MARTYR DUMB

by INVSIBILE MAN Wednesday, Jun. 22, 2005 at 9:21 PM

'They want this to happen,' I said. 'They planned it. They want the mobs to come uptown with machine guns and rifles. They want the streets to flow with blood; your blood, black blood and white blood, so that they can turn your death and sorrow and defeat into propaganda.'...

"Could this be the answer, could this be what the committee had planned, the answer to why they'd surrendered our influence to Ras? Suddenly I heard the hoarse explosion of a shotgun, and looked past Scofield's glinting pistol to the huddled form from the roof. It was suicide, without guns it was suicide, and not even the pawnshops here had guns for sale; and yet I knew with a shattering dread that the uproar which for the moment marked primarily the crash of men against things--against stores, markets--could swiftly become the crash of men against men and with most of the guns and numbers on the other side. I could see it now, see it clearly and in growing magnitude. It was not suicide, but murder. The committee had planned it. And I had helped, had been a tool. A tool just at the very moment I had thought myself free. By pretending to agree I HAD indeed agreed, had made myself responsible for that huddled form lighted by flame and gunfire in the street, and all the others whom now the night was making ripe for death....

'They want this to happen,' I said. 'They planned it. They want the mobs to come uptown with machine guns and rifles.

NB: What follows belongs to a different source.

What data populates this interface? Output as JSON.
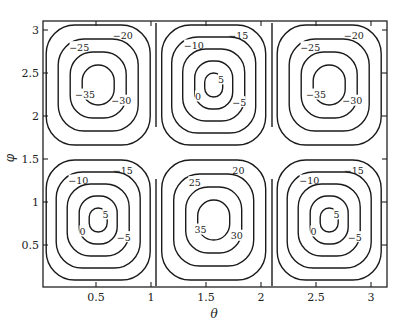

They want the streets to flow with blood; your blood, black blood and white blood, so that they can turn your death and sorrow and defeat into propaganda.'...

I looked at Ras on his horse and at their handful of guns and recognized the absurdity of the whole night and of the simple yet confoundingly complex arrangement of hope and desire, fear and hate, that had brought me here still running, and knowing now who I was and where I was and knowing too that I had no longer to run for or from the Jacks and the Emersons and the Bledoes and Nortons, but only from their confusion, impatience, and refusal to recognize the beautiful absurdity of their American identity and mine.... And that I, a little black man with an assumed name should die because of a big black man in his hatred and confusion over the nature of a reality that seemed controlled solely by white men whom I knew to be as blind as he, was just too much, too outrageously absurd. And I knew that it was better to live out one's own absurdity than to die for that of others..."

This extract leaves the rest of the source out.